1. Down From the Mountain (2:34)
2. Sun Sometimes (3:23)
3. Stop Panicking (3:13)
4. Always New (3:41)
5. Never Did Dance (3:34)
6. Cold Station (3:19)
7. Universe (2:27)
8. World In My Way (3:28)
9. In Real Life (3:22)
10. Violent Animals (3:07)
11. Friend of Mine (2:38)
12. Like a Flower (3:07)

Londoner Dave Burn is best known as co-founder of americana “supergroup” Orphan Colours and Ahab, but when solo, his creativity really shines. As the title of his second solo album indicates, he is not completely alone; he has brought a few musician friends along. The rest of the title contains not just his nickname but an altogether more serious notion. Some time ago, Burn found himself working with two other Daves, one bigger and one smaller, but the sense of being in the middle occurred to him in another context. Seeing how just about anything these days is so polarised at two extremes, Burn thought, what about just being somewhere in the middle ground? He posits that wisdom gained with age often takes the edge off previously held views that might have come across as radical. What’s wrong with just taking that middle course? It is not a cop out, but just saying no to the extremes. This whole idea, if a bit blurry, lay behind his 2022 EP ‘Medium Dave’. He kept on writing, and the same theme kept popping up until he had enough songs for a full album. The cover art is the same, too; many of a similar age and outlook can relate to that fine right foot.

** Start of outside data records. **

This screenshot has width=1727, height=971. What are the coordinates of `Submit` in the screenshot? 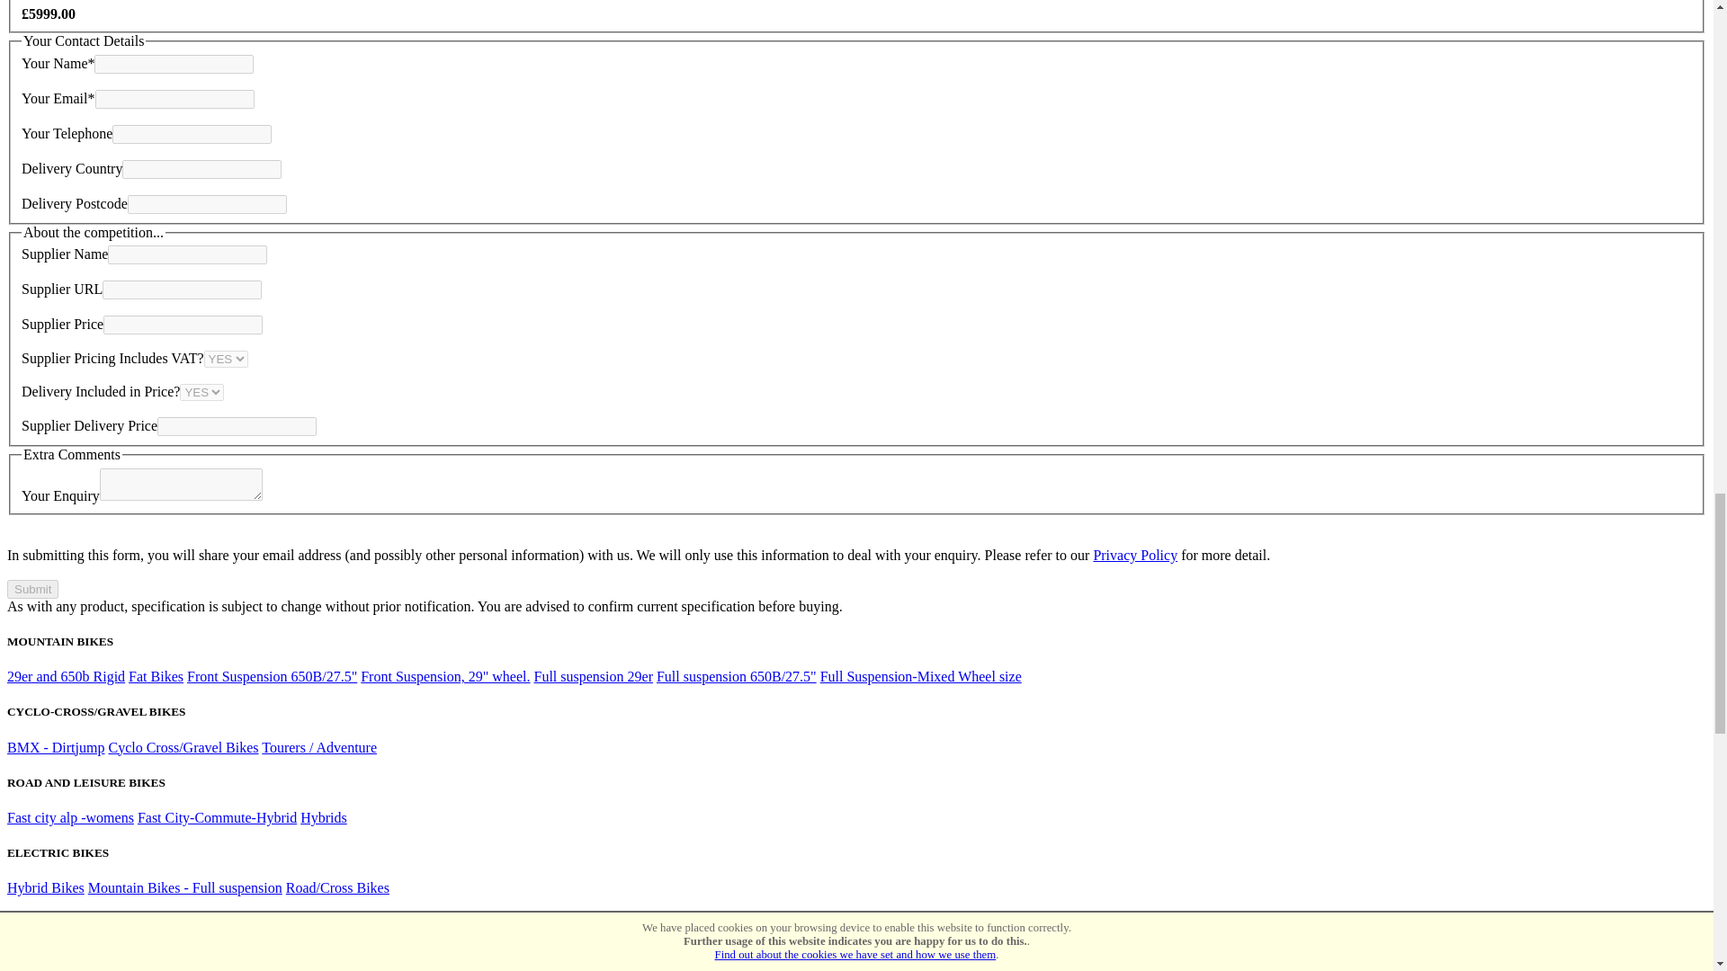 It's located at (32, 589).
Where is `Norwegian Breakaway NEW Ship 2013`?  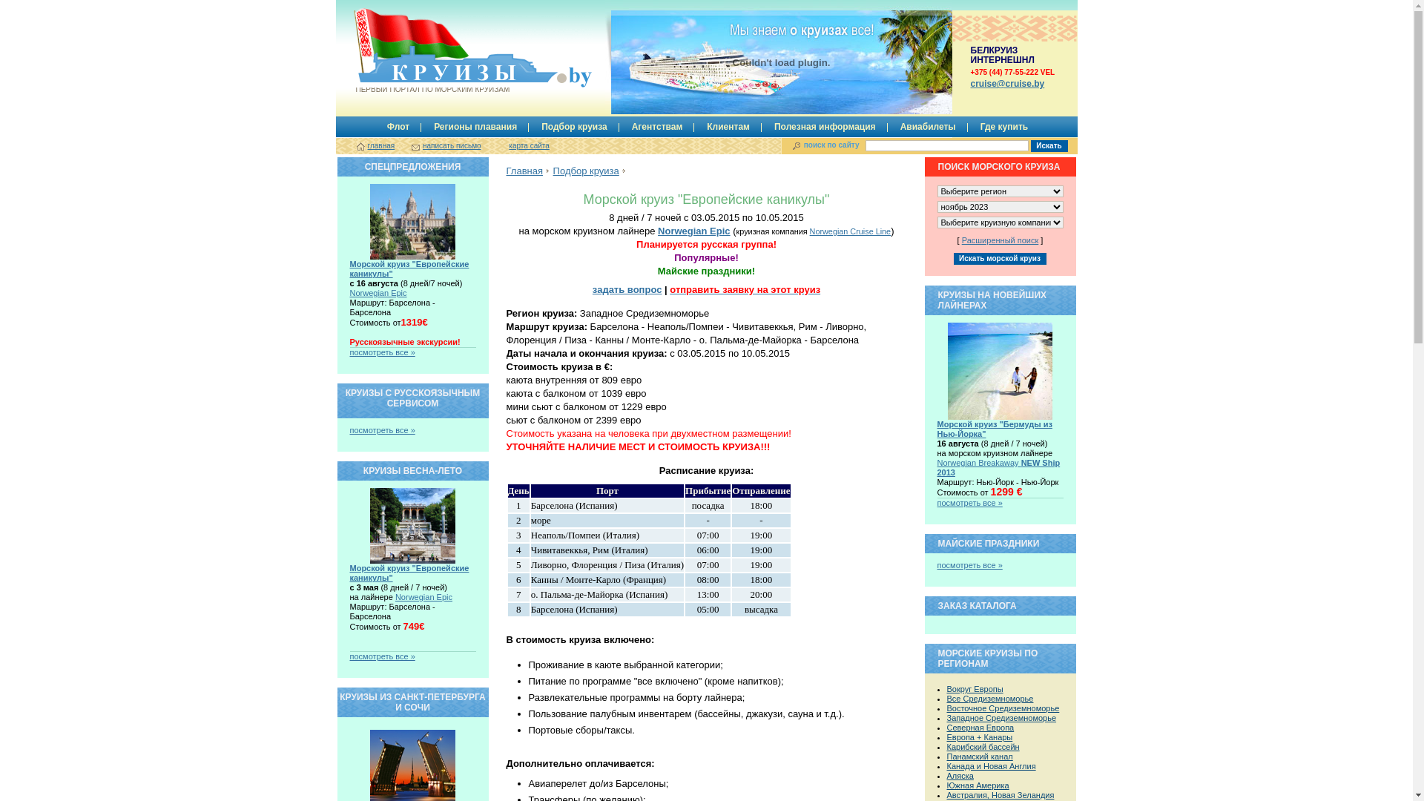
Norwegian Breakaway NEW Ship 2013 is located at coordinates (999, 467).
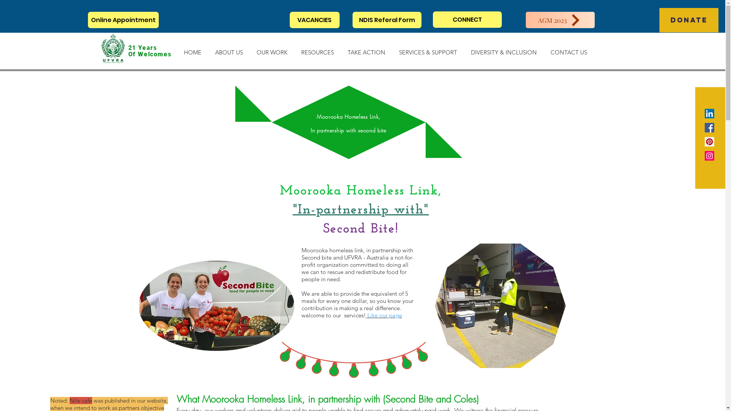 This screenshot has height=411, width=731. I want to click on Like our page, so click(384, 315).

Burn wastes no time in setting out where he is coming from. ‘Down From The Mountain’ opens with a determined electric guitar riff that immediately grabs the attention. Burn’s relaxed, warm vocals are the velvet glove to the iron fist of a lyric, “I met you last night in my dreams/ You were my brother/ Ever so strong but not so wise/ How you loved to frighten the others/ Silence the fire in your mind”. In other words, I don’t want to fight you, can’t you just lay off? How many times have we thought similarly? It is easy to equate wanting to avoid confrontation with passivity, but that is not how Burn comes across. Instead, as he points out in the reflective ‘Universe’, far from the world revolving around us, we are really rather small parts of something far larger. Turning to his own thoughts, ‘Stop Panicking’, with its brisk tempo, belies his calming message to, “Stop panicking, there’s always another life”.

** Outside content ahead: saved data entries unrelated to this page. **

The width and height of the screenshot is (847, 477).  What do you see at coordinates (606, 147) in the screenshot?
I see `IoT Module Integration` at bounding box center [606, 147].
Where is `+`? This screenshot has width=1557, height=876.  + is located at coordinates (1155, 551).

There is a love song, not quite boy meets girl, but again viewed through the lens of one who has been around a while. In a very English folk style, ‘Always New’ reveals love is not of a person but the bottle. ‘Violent Animals’ returns to the theme of extremes. Again, Burn opens quietly with acoustic guitar giving way to a more determined electric sound as he dares to, “Take the piss, I couldn’t resist/ Now he’s screaming at me like a child” before issuing the chilling warning, “We’re violent animals”.

The upbeat ‘Friend of Mine’ is how Burns sees himself, “Good friends are hard to find/ but it ain’t that hard to be a friend of mine”. With his honest, perceptive writing and undoubted musical ability, Burns would indeed be a good friend to anyone who can’t stand extremes and just wants to get along somewhere down the middle.